Commissioners commission
Jun 3, 2014
Bishop Hill in Bureaucrats

Via Breitbart, I find an interesting interview with the EU's chief scientific adviser Professor Anne Glover, who is bemoaning the attempts by politicians within the commission to, ahem, "commission" scientific evidence to support their political goals:

“Let’s imagine a Commissioner over the weekend thinks, ‘Let’s ban the use of credit cards in the EU because credit cards lead to personal debt’. So that commissioner will come in on Monday morning and say to his or her Director General, ‘Find me the evidence that demonstrates that this is the case.’”

I had previously thought that the role of a chief scientific adviser was simply to relay the views of the scientific establishment to politicians and to ensure a steady flow of funding in the opposite direction, the former often being a means to ensure the latter. It's therefore interesting to see this suggestion that politicians are getting something useful out of the arrangement too. But you can see how it has become a mutually beneficial arrangement, so we should probably give Glover credit for raising concerns over whether it operates wholly in the public interest. But with the incentive structures of both sides being royally rewarded, it's hard to imagine that there will be much enthusiasm to change things.

Like most CSAs, Glover repeats the conventional wisdom on the scientific subjects of the day (how could it be otherwise?). I wonder if she has ever wondered if the incentive structures of those involved in the evidence-based policy community might have biased a scientific dispute in other areas?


TRY IT:
Examine each line of the data. Copy the line if it includes the word "ozone".

SOURCE MATERIAL:

+---+

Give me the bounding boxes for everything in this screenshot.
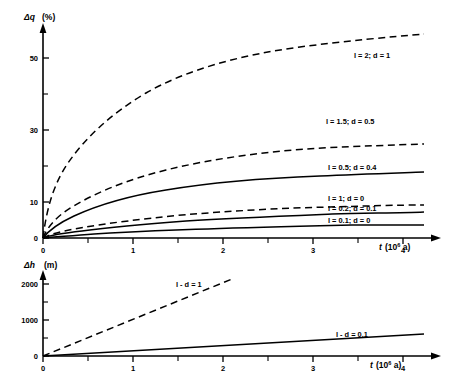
x-unit-prefix: (10 <box>385 242 398 252</box>
curve-label-lminusd-0p1: l - d = 0.1 <box>336 330 368 339</box>
x-axis-arrowhead <box>431 353 441 360</box>
delta-h-x-axis-title-symbol: t <box>370 360 374 370</box>
delta-q-x-axis-title: t (106 a) <box>379 242 411 252</box>
y-tick-label-10: 10 <box>30 198 38 207</box>
figure-container: 0 10 30 50 Δq (%) 0 1 2 3 4 t (1 <box>0 0 452 391</box>
delta-q-y-axis-title-symbol: Δq <box>23 12 36 22</box>
curve-label-l1-d0: l = 1; d = 0 <box>328 194 364 203</box>
curve-label-l1p5-d0p5: l = 1.5; d = 0.5 <box>326 117 374 126</box>
delta-h-x-axis-unit-group: (106 a) <box>376 360 402 370</box>
y-axis-arrowhead <box>40 270 47 280</box>
x-tick-label-0: 0 <box>41 364 45 373</box>
delta-q-y-axis <box>40 23 49 238</box>
delta-h-y-axis-title-unit: (m) <box>44 260 57 270</box>
delta-q-y-axis-title-unit: (%) <box>42 12 55 22</box>
delta-q-panel: 0 10 30 50 Δq (%) 0 1 2 3 4 t (1 <box>23 12 441 255</box>
x-axis-arrowhead <box>431 235 441 242</box>
curve-label-l0p5-d0p4: l = 0.5; d = 0.4 <box>328 163 377 172</box>
y-tick-label-0: 0 <box>34 234 38 243</box>
x-tick-label-0: 0 <box>41 246 45 255</box>
y-tick-label-0: 0 <box>34 352 38 361</box>
y-tick-label-30: 30 <box>30 126 38 135</box>
x-unit-suffix: a) <box>391 360 401 370</box>
curve-lminusd-1 <box>43 279 232 356</box>
y-tick-label-2000: 2000 <box>21 280 38 289</box>
curve-l0p1-d0 <box>43 225 424 238</box>
x-tick-label-1: 1 <box>131 246 135 255</box>
y-axis-arrowhead <box>40 23 47 33</box>
x-unit-prefix: (10 <box>376 360 389 370</box>
curve-label-l0p1-d0: l = 0.1; d = 0 <box>328 216 370 225</box>
delta-q-x-axis-unit-group: (106 a) <box>385 242 411 252</box>
scientific-figure: 0 10 30 50 Δq (%) 0 1 2 3 4 t (1 <box>0 0 452 391</box>
delta-h-y-axis <box>40 270 49 356</box>
y-tick-label-1000: 1000 <box>21 316 38 325</box>
x-unit-suffix: a) <box>400 242 410 252</box>
delta-h-panel: 0 1000 2000 Δh (m) 0 1 2 3 4 t (106 a) <box>21 260 441 373</box>
curve-label-l2-d1: l = 2; d = 1 <box>354 51 390 60</box>
delta-q-x-axis-title-symbol: t <box>379 242 383 252</box>
delta-h-x-axis-title: t (106 a) <box>370 360 402 370</box>
x-tick-label-2: 2 <box>221 364 225 373</box>
x-tick-label-3: 3 <box>311 364 315 373</box>
x-tick-label-4: 4 <box>401 364 406 373</box>
x-tick-label-3: 3 <box>311 246 315 255</box>
curve-label-lminusd-1: l - d = 1 <box>176 280 202 289</box>
curve-label-l0p2-d0p1: l = 0.2; d = 0.1 <box>328 204 376 213</box>
x-tick-label-2: 2 <box>221 246 225 255</box>
delta-h-y-axis-title-symbol: Δh <box>23 260 35 270</box>
y-tick-label-50: 50 <box>30 54 38 63</box>
x-tick-label-1: 1 <box>131 364 135 373</box>
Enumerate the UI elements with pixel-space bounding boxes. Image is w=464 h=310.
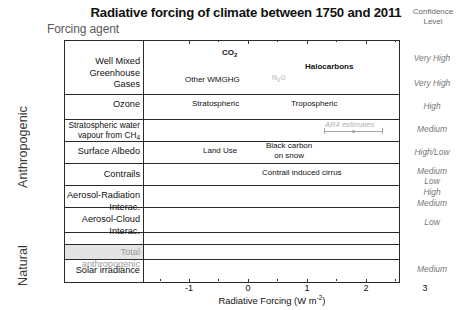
axis-tick-label-2: 2	[353, 283, 379, 293]
row-separator-stratwv	[64, 141, 400, 142]
annotation-ar4-estimates: AR4 estimates	[325, 120, 374, 129]
annotation-tropospheric: Tropospheric	[291, 99, 337, 109]
tick-bottom-0.5	[277, 279, 278, 281]
rowlabel-strat-water-vapour: Stratospheric water vapour from CH4	[66, 120, 140, 141]
tick-bottom--0.5	[218, 279, 219, 281]
tick-top-2.5	[395, 40, 396, 42]
annotation-bc-line1: Black carbon	[266, 141, 312, 151]
confidence-solar-irradiance: Medium	[402, 264, 462, 274]
rowlabel-swv-line2: vapour from CH4	[66, 130, 140, 140]
confidence-contrails: Medium	[402, 166, 462, 176]
confidence-wmghg-co2: Very High	[402, 53, 462, 63]
page-title: Radiative forcing of climate between 175…	[86, 6, 406, 20]
annotation-n2o-tail: O	[280, 74, 285, 81]
tick-top-2	[366, 40, 367, 44]
annotation-n2o-sub: 2	[277, 77, 280, 83]
side-label-natural: Natural	[16, 236, 30, 296]
tick-top--1	[189, 40, 190, 44]
confidence-strat-water: Medium	[402, 124, 462, 134]
rowlabel-aerosol-radiation: Aerosol-Radiation Interac.	[66, 190, 140, 213]
label-plot-divider	[143, 40, 144, 283]
tick-bottom-1.5	[336, 279, 337, 281]
annotation-stratospheric: Stratospheric	[192, 99, 239, 109]
ar4-legend-cap-right	[382, 128, 383, 134]
rowlabel-surface-albedo: Surface Albedo	[66, 146, 140, 158]
axis-tick-label-1: 1	[294, 283, 320, 293]
row-separator-contrails	[64, 185, 400, 186]
row-separator-albedo	[64, 163, 400, 164]
tick-top-0	[248, 40, 249, 44]
annotation-bc-line2: on snow	[266, 151, 312, 161]
axis-tick-label-3: 3	[412, 283, 438, 293]
axis-title-text: Radiative Forcing (W m	[219, 295, 317, 306]
rowlabel-swv-sub: 4	[136, 134, 140, 141]
confidence-aerosol-radiation: High	[402, 187, 462, 197]
annotation-ch4: CH4	[252, 74, 267, 84]
rowlabel-wmghg-line2: Greenhouse Gases	[66, 68, 140, 91]
rowlabel-ozone: Ozone	[66, 99, 140, 111]
axis-title-close: )	[322, 295, 325, 306]
rowlabel-swv-line1: Stratospheric water	[66, 120, 140, 130]
ar4-legend-cap-left	[324, 128, 325, 134]
tick-bottom-2.5	[395, 279, 396, 281]
confidence-header-line1: Confidence	[404, 7, 462, 17]
rowlabel-wmghg-line1: Well Mixed	[66, 56, 140, 68]
confidence-level-header: Confidence Level	[404, 7, 462, 27]
confidence-aerosol-cloud: Low	[402, 217, 462, 227]
axis-tick-label-0: 0	[235, 283, 261, 293]
annotation-co2: CO2	[222, 48, 237, 58]
rowlabel-swv-line2-text: vapour from CH	[78, 130, 137, 140]
annotation-other-wmghg: Other WMGHG	[185, 75, 240, 85]
rowlabel-contrails: Contrails	[66, 169, 140, 181]
annotation-ch4-text: CH	[252, 74, 264, 83]
annotation-halocarbons: Halocarbons	[305, 62, 353, 72]
tick-top-0.5	[277, 40, 278, 42]
confidence-contrails-low: Low	[402, 176, 462, 186]
forcing-agent-header: Forcing agent	[47, 22, 119, 36]
annotation-n2o: N2O	[272, 74, 286, 82]
annotation-ch4-sub: 4	[264, 78, 267, 84]
row-separator-wmghg	[64, 94, 400, 95]
figure-root: Radiative forcing of climate between 175…	[0, 0, 464, 310]
axis-tick-label--1: -1	[176, 283, 202, 293]
annotation-co2-text: CO	[222, 48, 234, 57]
axis-title: Radiative Forcing (W m-2)	[144, 294, 400, 306]
rowlabel-wmghg: Well Mixed Greenhouse Gases	[66, 56, 140, 91]
confidence-wmghg-other: Very High	[402, 78, 462, 88]
tick-top--0.5	[218, 40, 219, 42]
confidence-aerosol-radiation-medium: Medium	[402, 198, 462, 208]
tick-top-1.5	[336, 40, 337, 42]
annotation-contrail-cirrus: Contrail induced cirrus	[262, 168, 342, 178]
confidence-ozone: High	[402, 101, 462, 111]
rowlabel-aerosol-cloud: Aerosol-Cloud Interac.	[66, 214, 140, 237]
tick-top-1	[307, 40, 308, 44]
rowlabel-solar-irradiance: Solar irradiance	[66, 265, 140, 277]
side-label-anthropogenic: Anthropogenic	[16, 58, 30, 236]
annotation-black-carbon-snow: Black carbon on snow	[266, 141, 312, 160]
confidence-header-line2: Level	[404, 17, 462, 27]
tick-bottom--1.5	[160, 279, 161, 281]
confidence-surface-albedo: High/Low	[402, 147, 462, 157]
annotation-co2-sub: 2	[234, 52, 237, 58]
annotation-land-use: Land Use	[203, 146, 237, 156]
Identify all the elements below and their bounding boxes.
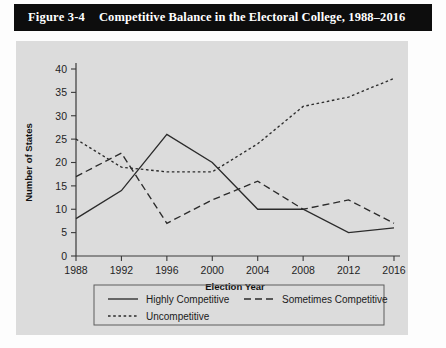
legend-label-1: Sometimes Competitive [282,294,388,305]
x-tick-label: 2008 [291,264,315,276]
y-tick-label: 5 [61,226,67,238]
legend-label-2: Uncompetitive [146,311,210,322]
figure-title-band: Figure 3-4 Competitive Balance in the El… [14,4,432,31]
x-tick-label: 1992 [110,264,134,276]
x-tick-label: 2004 [246,264,270,276]
x-tick-label: 2012 [337,264,361,276]
figure-title: Competitive Balance in the Electoral Col… [99,10,406,25]
series-line-0 [76,134,394,232]
y-tick-label: 0 [61,250,67,262]
x-axis-title: Election Year [205,281,265,292]
line-chart: 0510152025303540198819921996200020042008… [16,41,408,335]
y-tick-label: 35 [55,86,67,98]
y-tick-label: 30 [55,110,67,122]
legend-label-0: Highly Competitive [146,294,230,305]
y-tick-label: 10 [55,203,67,215]
y-tick-label: 20 [55,156,67,168]
chart-panel: 0510152025303540198819921996200020042008… [16,41,408,335]
y-tick-label: 40 [55,63,67,75]
y-tick-label: 25 [55,133,67,145]
x-tick-label: 1996 [155,264,179,276]
x-tick-label: 1988 [64,264,88,276]
y-axis-title: Number of States [23,123,34,202]
x-tick-label: 2000 [201,264,225,276]
figure-container: Figure 3-4 Competitive Balance in the El… [0,0,446,348]
x-tick-label: 2016 [382,264,406,276]
y-tick-label: 15 [55,180,67,192]
figure-number: Figure 3-4 [28,10,85,25]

+---+

PROBLEM SOLUTION:
rowlabel-ozone: Ozone	[66, 99, 140, 111]
confidence-ozone: High	[402, 101, 462, 111]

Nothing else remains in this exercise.